Before Aeneas’s arrival, Dido is the confident and competent ruler of Carthage, a city she founded on the coast of North Africa. She is resolute, we learn, in her determination not to marry again and to preserve the memory of her dead husband, Sychaeus, whose murder at the hands of Pygmalion, her brother, caused her to flee her native Tyre. Despite this turmoil, she maintains her focus on her political responsibilities.

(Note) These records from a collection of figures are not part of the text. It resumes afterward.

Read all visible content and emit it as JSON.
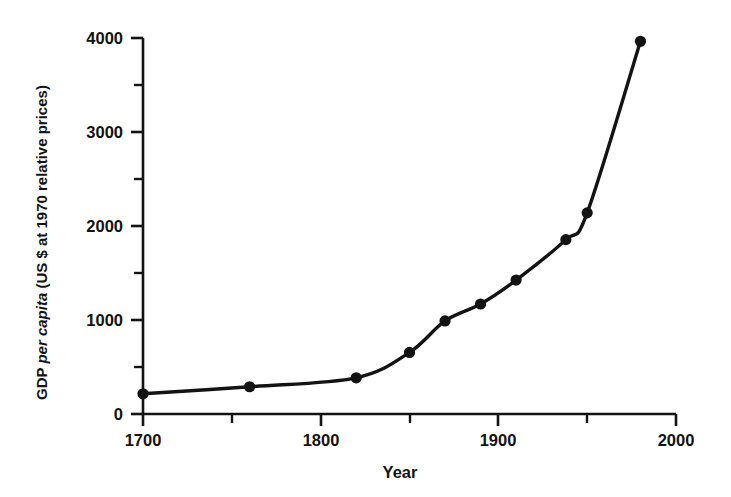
{
  "figure": {
    "background_color": "#ffffff",
    "ink_color": "#131313"
  },
  "axes": {
    "x": {
      "title": "Year",
      "major_ticks": [
        "1700",
        "1800",
        "1900",
        "2000"
      ],
      "major_tick_values": [
        1700,
        1800,
        1900,
        2000
      ],
      "minor_tick_values": [
        1750,
        1850,
        1950
      ],
      "range": [
        1700,
        2000
      ]
    },
    "y": {
      "title_parts": {
        "lead": "GDP ",
        "italic": "per capita",
        "trail": " (US $ at 1970 relative prices)"
      },
      "title_full": "GDP per capita (US $ at 1970 relative prices)",
      "major_ticks": [
        "0",
        "1000",
        "2000",
        "3000",
        "4000"
      ],
      "major_tick_values": [
        0,
        1000,
        2000,
        3000,
        4000
      ],
      "minor_tick_values": [
        500,
        1500,
        2500,
        3500
      ],
      "range": [
        0,
        4000
      ]
    }
  },
  "chart_data": {
    "type": "line",
    "title": "",
    "xlabel": "Year",
    "ylabel": "GDP per capita (US $ at 1970 relative prices)",
    "xlim": [
      1700,
      2000
    ],
    "ylim": [
      0,
      4000
    ],
    "grid": false,
    "legend": null,
    "markers": "filled-circle",
    "x": [
      1700,
      1760,
      1820,
      1850,
      1870,
      1890,
      1910,
      1938,
      1950,
      1980
    ],
    "values": [
      215,
      290,
      385,
      655,
      990,
      1170,
      1425,
      1855,
      2140,
      3965
    ],
    "points": [
      {
        "x": 1700,
        "y": 215
      },
      {
        "x": 1760,
        "y": 290
      },
      {
        "x": 1820,
        "y": 385
      },
      {
        "x": 1850,
        "y": 655
      },
      {
        "x": 1870,
        "y": 990
      },
      {
        "x": 1890,
        "y": 1170
      },
      {
        "x": 1910,
        "y": 1425
      },
      {
        "x": 1938,
        "y": 1855
      },
      {
        "x": 1950,
        "y": 2140
      },
      {
        "x": 1980,
        "y": 3965
      }
    ]
  }
}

Virgil depicts the suddenness of the change that love provokes in the queen with the image of Dido as the victim of Cupid’s arrow, which strikes her almost like madness or a disease. Dido tells her sister that a flame has been reignited within her. While flames and fire are traditional, almost clichéd images associated with love, fire is also a natural force of destruction and uncontrollable chaos. Dido risks everything by falling for Aeneas, and when this love fails, she finds herself unable to reassume her dignified position. By taking Aeneas as a lover, she compromises her previously untainted loyalty to her dead husband’s memory. She loses the support of Carthage’s citizens, who have seen their queen indulge an amorous obsession at the expense of her civic responsibilities. Further, by dallying with another foreigner, Dido alienates the local African chieftains who had approached her as suitors and now pose a military threat. Her irrational obsession drives her to a frenzied suicide, out of the tragedy of her situation and the pain of lost love, but also out of a sense of diminished possibilities for the future.

Dido plays a role in the first four books of The Aeneid similar to that which Turnus plays at the end. She is a figure of passion and volatility, qualities that contrast with Aeneas’s order and control, and traits that Virgil associated with Rome itself in his own day. Dido also represents the sacrifice Aeneas makes to pursue his duty. If fate were to allow him to remain in Carthage, he would rule a city beside a queen he loves without enduring the further hardships of war. Aeneas encounters Dido’s shade in the underworld just before the future legacy of Rome is revealed to him, and again he admits that his abandonment of the queen was not an act of his own will. This encounter with lost love, though poignant, is dwarfed by Anchises’s subsequent revelation of the glory of Rome. Through Dido, Virgil affirms order, duty, and history at the expense of romantic love.

Read an essay about the passage involving Dido and Pygmalion.